The Neglected “Other” within the “Other”: The Rise and Drive in the Songs of Poikayil Appachan
DOI:
https://doi.org/10.61841/nbk06r16Keywords:
Caste System, Discrimination, Sexual abuse, Degeneration, OppressionAbstract
India writing in English has traditionally embraced bionetwork, geography, sociology, and has often missed Dalit literary traditions. In the last few decades, literature has expanded its horizons to consider intersections between ecology, society and culture. However, the question still remains: why is there no recognition of organic underpinnings in the writings of subordinate castes by the wider canon of the environmental literary sphere?
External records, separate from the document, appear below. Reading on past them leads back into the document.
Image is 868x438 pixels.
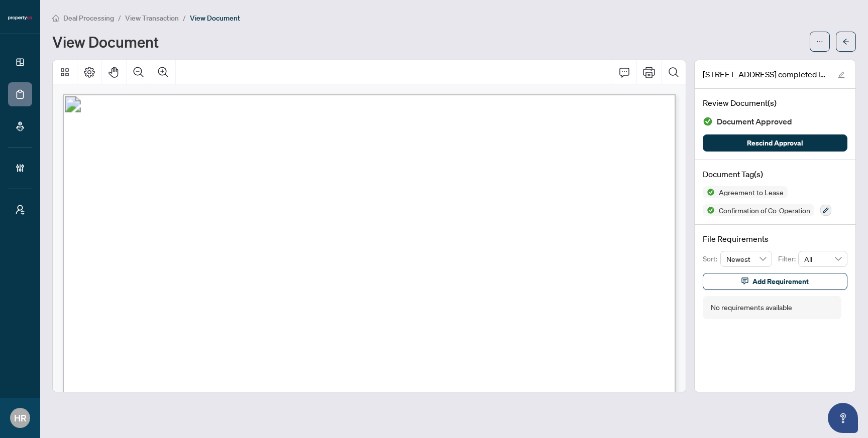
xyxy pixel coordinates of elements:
span: Newest [726,251,766,267]
span: Add Requirement [752,273,809,289]
span: Confirmation of Co-Operation [714,206,814,214]
span: edit [838,72,844,78]
li: / [183,12,185,24]
p: Sort: [703,254,720,264]
span: Deal Processing [63,14,114,23]
h4: Review Document(s) [703,97,847,109]
img: Status Icon [703,204,714,216]
span: ellipsis [816,38,823,46]
img: Document Status [703,116,713,127]
span: View Transaction [125,14,179,23]
p: Filter: [778,254,798,264]
button: Rescind Approval [703,134,847,151]
button: Open asap [827,403,857,433]
h4: Document Tag(s) [703,168,847,180]
button: Add Requirement [703,273,847,290]
img: Status Icon [703,186,714,198]
span: Rescind Approval [747,135,803,151]
span: View Document [190,14,240,23]
span: [STREET_ADDRESS] completed lease_Aug 8th2025.pdf [703,68,828,80]
span: Document Approved [717,115,792,128]
h1: View Document [52,33,159,50]
span: All [804,251,841,267]
h4: File Requirements [703,232,847,245]
span: HR [14,411,27,425]
div: No requirements available [711,302,792,313]
img: logo [8,15,33,21]
li: / [118,12,121,24]
span: home [52,15,59,22]
span: user-switch [15,205,25,215]
span: arrow-left [842,38,849,46]
span: Agreement to Lease [714,189,787,196]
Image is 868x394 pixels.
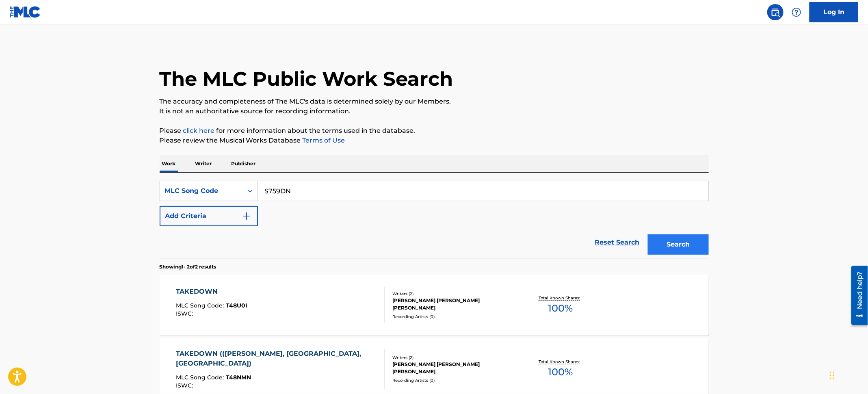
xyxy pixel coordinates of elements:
[828,355,868,394] iframe: Chat Widget
[768,4,783,21] a: Public Search
[176,382,195,389] span: ISWC :
[392,291,515,297] div: Writers ( 2 )
[226,302,248,309] span: T48U0I
[226,373,251,381] span: T48NMN
[392,297,515,312] div: [PERSON_NAME] [PERSON_NAME] [PERSON_NAME]
[229,155,258,172] p: Publisher
[549,364,573,379] span: 100 %
[160,181,709,259] form: Search Form
[160,136,709,146] p: Please review the Musical Works Database
[176,310,195,318] span: ISWC :
[160,275,709,336] a: TAKEDOWNMLC Song Code:T48U0IISWC:Writers (2)[PERSON_NAME] [PERSON_NAME] [PERSON_NAME]Recording Ar...
[392,360,515,375] div: [PERSON_NAME] [PERSON_NAME] [PERSON_NAME]
[392,378,515,383] div: Recording Artists ( 0 )
[160,126,709,136] p: Please for more information about the terms used in the database.
[183,127,215,134] a: click here
[193,155,215,172] p: Writer
[846,262,868,328] iframe: Resource Center
[810,2,858,22] a: Log In
[788,4,805,21] div: Help
[392,355,515,360] div: Writers ( 2 )
[160,97,709,106] p: The accuracy and completeness of The MLC's data is determined solely by our Members.
[160,155,179,172] p: Work
[160,106,709,116] p: It is not an authoritative source for recording information.
[160,206,258,226] button: Add Criteria
[392,313,515,320] div: Recording Artists ( 0 )
[176,373,226,381] span: MLC Song Code :
[160,263,216,271] p: Showing 1 - 2 of 2 results
[10,6,41,18] img: MLC Logo
[830,363,835,387] div: Drag
[549,301,573,316] span: 100 %
[176,287,248,296] div: TAKEDOWN
[165,186,238,196] div: MLC Song Code
[301,137,346,144] a: Terms of Use
[160,67,453,91] h1: The MLC Public Work Search
[176,302,226,309] span: MLC Song Code :
[176,349,378,369] div: TAKEDOWN (([PERSON_NAME], [GEOGRAPHIC_DATA], [GEOGRAPHIC_DATA])
[791,7,801,17] img: help
[771,7,781,17] img: search
[648,234,709,255] button: Search
[539,294,583,301] p: Total Known Shares:
[591,234,644,252] a: Reset Search
[539,359,583,364] p: Total Known Shares:
[242,211,252,221] img: 9d2ae6d4665cec9f34b9.svg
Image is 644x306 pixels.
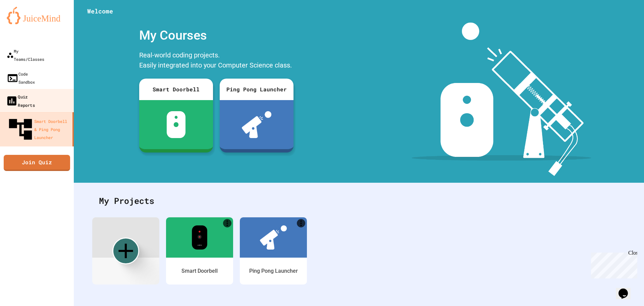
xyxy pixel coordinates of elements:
div: Real-world coding projects. Easily integrated into your Computer Science class. [136,48,297,73]
div: Smart Doorbell [139,79,213,100]
div: Create new [112,238,139,264]
img: sdb-white.svg [167,111,186,138]
div: Smart Doorbell & Ping Pong Launcher [7,115,70,143]
iframe: chat widget [616,279,637,299]
iframe: chat widget [589,250,637,278]
div: My Courses [136,22,297,48]
a: More [223,219,232,227]
div: Ping Pong Launcher [249,267,298,275]
div: Chat with us now!Close [3,3,46,42]
a: More [297,219,305,227]
a: Join Quiz [4,155,70,171]
div: My Teams/Classes [7,47,44,63]
div: Smart Doorbell [181,267,218,275]
div: Code Sandbox [7,70,35,86]
a: MoreSmart Doorbell [166,217,233,285]
div: My Projects [92,188,626,214]
img: ppl-with-ball.png [242,111,272,138]
div: Ping Pong Launcher [220,79,294,100]
img: logo-orange.svg [7,7,67,24]
img: sdb-real-colors.png [192,225,208,250]
img: ppl-with-ball.png [260,225,287,250]
a: MorePing Pong Launcher [240,217,307,285]
img: banner-image-my-projects.png [412,22,591,176]
div: Quiz Reports [6,92,35,109]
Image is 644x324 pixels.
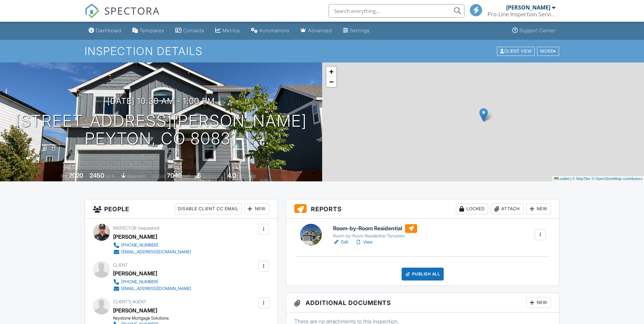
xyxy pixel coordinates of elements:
[139,28,164,33] div: Templates
[113,315,230,321] div: Keystone Mortgage Solutions
[104,3,160,18] span: SPECTORA
[138,226,159,231] span: (requested)
[329,78,333,86] span: −
[113,300,146,305] span: Client's Agent
[298,24,334,37] a: Advanced
[333,239,348,246] a: Edit
[85,200,277,219] h3: People
[244,204,269,214] div: New
[61,174,68,179] span: Built
[401,268,444,281] div: Publish All
[286,200,560,219] h3: Reports
[570,176,571,181] span: |
[121,243,158,248] div: [PHONE_NUMBER]
[121,250,191,255] div: [EMAIL_ADDRESS][DOMAIN_NAME]
[69,172,83,179] div: 2020
[127,174,145,179] span: basement
[506,4,550,11] div: [PERSON_NAME]
[327,66,336,77] a: Zoom in
[237,174,256,179] span: bathrooms
[202,174,221,179] span: bedrooms
[213,24,243,37] a: Metrics
[172,24,207,37] a: Contacts
[198,172,201,179] div: 5
[488,11,556,18] div: Pro-Line Inspection Services.
[84,3,99,18] img: The Best Home Inspection Software - Spectora
[107,96,215,106] h3: [DATE] 10:30 am - 1:00 pm
[183,174,191,179] span: sq.ft.
[167,172,181,179] div: 7040
[491,204,523,214] div: Attach
[260,28,290,33] div: Automations
[519,28,556,33] div: Support Center
[327,77,336,87] a: Zoom out
[355,239,373,246] a: View
[222,28,240,33] div: Metrics
[456,204,488,214] div: Locked
[113,232,157,242] div: [PERSON_NAME]
[113,268,157,279] div: [PERSON_NAME]
[480,108,488,122] img: Marker
[86,24,124,37] a: Dashboard
[340,24,372,37] a: Settings
[113,285,191,292] a: [EMAIL_ADDRESS][DOMAIN_NAME]
[329,68,333,76] span: +
[121,279,158,285] div: [PHONE_NUMBER]
[113,242,191,249] a: [PHONE_NUMBER]
[554,176,569,181] a: Leaflet
[592,176,642,181] a: © OpenStreetMap contributors
[113,263,128,268] span: Client
[497,48,536,53] a: Client View
[333,224,417,239] a: Room-by-Room Residential Room-by-Room Residential Template
[537,47,559,56] div: More
[350,28,370,33] div: Settings
[526,204,551,214] div: New
[121,286,191,292] div: [EMAIL_ADDRESS][DOMAIN_NAME]
[333,224,417,233] h6: Room-by-Room Residential
[510,24,558,37] a: Support Center
[248,24,293,37] a: Automations (Basic)
[15,112,307,148] h1: [STREET_ADDRESS][PERSON_NAME] Peyton, CO 80831
[333,233,417,239] div: Room-by-Room Residential Template
[96,28,121,33] div: Dashboard
[175,204,242,214] div: Disable Client CC Email
[84,45,560,57] h1: Inspection Details
[113,249,191,255] a: [EMAIL_ADDRESS][DOMAIN_NAME]
[84,9,160,23] a: SPECTORA
[308,28,332,33] div: Advanced
[130,24,167,37] a: Templates
[573,176,591,181] a: © MapTiler
[90,172,104,179] div: 2450
[113,279,191,285] a: [PHONE_NUMBER]
[105,174,115,179] span: sq. ft.
[183,28,205,33] div: Contacts
[113,226,137,231] span: Inspector
[152,174,166,179] span: Lot Size
[526,297,551,308] div: New
[113,305,157,315] a: [PERSON_NAME]
[286,293,560,313] h3: Additional Documents
[497,47,535,56] div: Client View
[329,4,464,18] input: Search everything...
[227,172,236,179] div: 4.0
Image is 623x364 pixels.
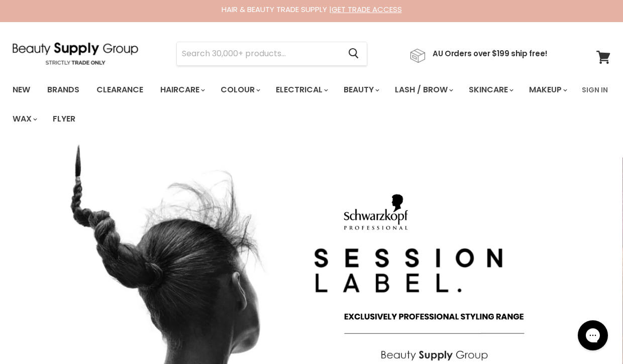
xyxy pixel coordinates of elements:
a: Beauty [336,79,385,100]
a: Flyer [46,109,83,130]
a: GET TRADE ACCESS [331,4,402,14]
a: Colour [213,79,266,100]
a: Brands [40,79,87,100]
iframe: Gorgias live chat messenger [572,317,613,354]
input: Search [177,42,340,65]
a: Wax [5,109,43,130]
a: Skincare [461,79,519,100]
a: Clearance [89,79,151,100]
a: Haircare [153,79,211,100]
form: Product [176,41,368,66]
ul: Main menu [5,75,576,134]
button: Search [340,42,367,65]
a: Sign In [576,79,614,100]
a: Electrical [268,79,334,100]
a: New [5,79,38,100]
a: Makeup [522,79,573,100]
a: Lash / Brow [387,79,459,100]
The aim of the present paper is to examine the varied underlined, invisible ways of suffering embedded in the lives of the Dalit community, particularly woman and their life experiences portrayed in The Songs of Poikayil Appachan. The age in which Poikayil lived was the age of struggle and transformation in Travancore. The caste system could not survive in the old form in the context created by colonial modernity. Different castes reacted against this context differently. During this age of renaissance, a number of social reformers were also born. In this context of Kerala renaissance Poikayil Appachan intervened with a unique theory and praxis which made him a separate entity in his time. The songs of Poikayil was not only presents the plight of the lower caste society but it also plays the role of a constant reminder of the hardships faced by the subaltern women in the society. Their condition is pitiable not only in Kerala but throughout India. The present study tries to envisage the reconstruction of prevailing unequal order, the songs of Poikayil is the saga of resistance against the hegemony of upper-class literature which pretends to be omniscient and all- encompassing while presenting a narrow, one sided, twisted and biased view of reality.